Joseph Conrad

Hudson Review, The, Winter 2007 by Gorra, Michael

When Naipaul turns to "Heart of Darkness," he concentrates on Marlow's discovery, in a riverside hut, of an obscure book on navigation. One approach to "Heart of Darkness" is to focus on the dialectic the tale enacts between "civilization" and "savagery" -a dialectic summed up in Marlow's account of his own desire for a "howl and a dance." But that tattered volume suggests something more complicated. For what is it doing in the Congo at all? An Inquiry into some Points of Seamanship seems innocent enough, and yet both its presence and its subject speaks to the often appalling business of a world slowly knitting itself into one. So too does its owner, a young Russian whose "very existence" in Africa seems "improbable, inexplicable." It is, however, no more "inconceivable" than Marlow's own, and at the end of the story Conrad proffers a vision of a great "waterway leading to the uttermost ends of the earth," a vision that presents the cargo-carrying Thames-"this river"-as running out across the ocean and up into the mouth of "that river," of the Congo itself. The two become as one, a world in which the land is stitched together by water: a liquid world, through which both capital and people themselves seem perpetually to stream.

Every page that Conrad wrote both presumes and undermines an identity between person and place, for he relies on the fixities of nineteenth-century nationalism to define his characters even as he charts a world in which they are all out of joint. Take "Typhoon" (1902), in which the steamer Nan-Shan moves under its Irish captain through the China Sea, carrying a freight of what we would now call guest workers, "coolies returning to their village homes." Take Nostromo, set in what Naipaul describes as a "half-made" Latin American republic, where the indispensable man of the people is a Genoese sailor, the funding comes from San Francisco, and the country-born tycoon is ineradicably English. To read Conrad in this way is to remember that one of the places he had been before Naipaul was London itself, that great beach of the unsettled and the lost.

In fact, it sometimes seems that the hardest thing to find in his books is a British subject at work in a part of the map splotched red. Conrad saw what would come. He maps the upheaval and the restlessness produced by a world system, an incipient global society, at the very moment it comes into being. The Congo's European outposts may cloak their greed in the fiction of progress, but the imperialism Conrad describes isn't concerned with administration so much as with money, with the movement of commodities like ivory and rubber and even, in one story, potatoes. It is a system so powerful that it can either supersede governments or bend them to its will, as it does in Nostromo, where the Occidental Republic comes into being for the sake of the San Tomé mine. For in the "development of material interests," as that novel's Dr. Monyngham says, "There is no peace and no rest," no true center and no final periphery, no border and no home.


Keeping each line exactly as it is, output all of the records.

----- PROVIDED RECORDS -----

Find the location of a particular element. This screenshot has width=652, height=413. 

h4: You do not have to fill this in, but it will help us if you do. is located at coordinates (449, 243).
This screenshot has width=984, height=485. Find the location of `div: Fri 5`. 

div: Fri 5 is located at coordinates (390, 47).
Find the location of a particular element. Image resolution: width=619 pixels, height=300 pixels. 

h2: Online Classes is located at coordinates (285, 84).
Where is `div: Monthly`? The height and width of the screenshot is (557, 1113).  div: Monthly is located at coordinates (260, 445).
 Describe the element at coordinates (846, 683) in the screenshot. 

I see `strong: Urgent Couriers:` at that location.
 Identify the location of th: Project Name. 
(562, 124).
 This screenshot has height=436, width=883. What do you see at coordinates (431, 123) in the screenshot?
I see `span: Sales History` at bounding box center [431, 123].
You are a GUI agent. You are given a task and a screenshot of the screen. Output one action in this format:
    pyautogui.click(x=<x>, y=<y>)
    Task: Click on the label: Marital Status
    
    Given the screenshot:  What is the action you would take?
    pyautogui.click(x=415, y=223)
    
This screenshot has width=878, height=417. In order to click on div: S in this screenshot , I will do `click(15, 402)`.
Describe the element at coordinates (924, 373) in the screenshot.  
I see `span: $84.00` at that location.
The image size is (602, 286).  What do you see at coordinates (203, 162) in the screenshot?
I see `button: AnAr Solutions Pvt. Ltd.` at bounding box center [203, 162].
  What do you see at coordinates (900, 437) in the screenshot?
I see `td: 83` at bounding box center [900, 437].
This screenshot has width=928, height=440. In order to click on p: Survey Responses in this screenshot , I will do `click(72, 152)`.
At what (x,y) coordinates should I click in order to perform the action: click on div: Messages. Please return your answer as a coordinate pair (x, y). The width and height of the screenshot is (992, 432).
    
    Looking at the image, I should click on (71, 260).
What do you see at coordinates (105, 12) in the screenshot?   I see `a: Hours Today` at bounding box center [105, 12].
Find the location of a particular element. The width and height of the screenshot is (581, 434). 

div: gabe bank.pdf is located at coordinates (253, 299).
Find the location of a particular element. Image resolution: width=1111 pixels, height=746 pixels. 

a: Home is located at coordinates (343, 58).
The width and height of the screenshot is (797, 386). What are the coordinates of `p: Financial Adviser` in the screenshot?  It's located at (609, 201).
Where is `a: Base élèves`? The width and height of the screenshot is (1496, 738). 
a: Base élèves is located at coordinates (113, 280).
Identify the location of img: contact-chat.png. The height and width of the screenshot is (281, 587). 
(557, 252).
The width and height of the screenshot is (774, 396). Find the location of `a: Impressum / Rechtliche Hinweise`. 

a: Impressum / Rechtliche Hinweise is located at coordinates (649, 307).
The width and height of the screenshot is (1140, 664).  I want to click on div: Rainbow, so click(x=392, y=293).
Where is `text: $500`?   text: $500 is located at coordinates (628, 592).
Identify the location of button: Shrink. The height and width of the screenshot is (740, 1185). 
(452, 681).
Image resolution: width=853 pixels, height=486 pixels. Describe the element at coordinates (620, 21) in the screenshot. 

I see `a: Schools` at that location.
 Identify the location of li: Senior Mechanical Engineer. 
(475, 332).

-----

* _ANSWER TO THE PROBLEM_:
Find the location of a particular element. This screenshot has width=652, height=413. 

h4: You do not have to fill this in, but it will help us if you do. is located at coordinates (449, 243).
This screenshot has width=984, height=485. Find the location of `div: Fri 5`. 

div: Fri 5 is located at coordinates (390, 47).
Find the location of a particular element. Image resolution: width=619 pixels, height=300 pixels. 

h2: Online Classes is located at coordinates (285, 84).
Where is `div: Monthly`? The height and width of the screenshot is (557, 1113).  div: Monthly is located at coordinates (260, 445).
 Describe the element at coordinates (846, 683) in the screenshot. 

I see `strong: Urgent Couriers:` at that location.
 Identify the location of th: Project Name. 
(562, 124).
 This screenshot has height=436, width=883. What do you see at coordinates (431, 123) in the screenshot?
I see `span: Sales History` at bounding box center [431, 123].
You are a GUI agent. You are given a task and a screenshot of the screen. Output one action in this format:
    pyautogui.click(x=<x>, y=<y>)
    Task: Click on the label: Marital Status
    
    Given the screenshot:  What is the action you would take?
    pyautogui.click(x=415, y=223)
    
This screenshot has width=878, height=417. In order to click on div: S in this screenshot , I will do `click(15, 402)`.
Describe the element at coordinates (924, 373) in the screenshot.  
I see `span: $84.00` at that location.
The image size is (602, 286).  What do you see at coordinates (203, 162) in the screenshot?
I see `button: AnAr Solutions Pvt. Ltd.` at bounding box center [203, 162].
  What do you see at coordinates (900, 437) in the screenshot?
I see `td: 83` at bounding box center [900, 437].
This screenshot has width=928, height=440. In order to click on p: Survey Responses in this screenshot , I will do `click(72, 152)`.
At what (x,y) coordinates should I click in order to perform the action: click on div: Messages. Please return your answer as a coordinate pair (x, y). The width and height of the screenshot is (992, 432).
    
    Looking at the image, I should click on (71, 260).
What do you see at coordinates (105, 12) in the screenshot?   I see `a: Hours Today` at bounding box center [105, 12].
Find the location of a particular element. The width and height of the screenshot is (581, 434). 

div: gabe bank.pdf is located at coordinates (253, 299).
Find the location of a particular element. Image resolution: width=1111 pixels, height=746 pixels. 

a: Home is located at coordinates (343, 58).
The width and height of the screenshot is (797, 386). What are the coordinates of `p: Financial Adviser` in the screenshot?  It's located at (609, 201).
Where is `a: Base élèves`? The width and height of the screenshot is (1496, 738). 
a: Base élèves is located at coordinates (113, 280).
Identify the location of img: contact-chat.png. The height and width of the screenshot is (281, 587). 
(557, 252).
The width and height of the screenshot is (774, 396). Find the location of `a: Impressum / Rechtliche Hinweise`. 

a: Impressum / Rechtliche Hinweise is located at coordinates (649, 307).
The width and height of the screenshot is (1140, 664).  I want to click on div: Rainbow, so click(x=392, y=293).
Where is `text: $500`?   text: $500 is located at coordinates (628, 592).
Identify the location of button: Shrink. The height and width of the screenshot is (740, 1185). 
(452, 681).
Image resolution: width=853 pixels, height=486 pixels. Describe the element at coordinates (620, 21) in the screenshot. 

I see `a: Schools` at that location.
 Identify the location of li: Senior Mechanical Engineer. 
(475, 332).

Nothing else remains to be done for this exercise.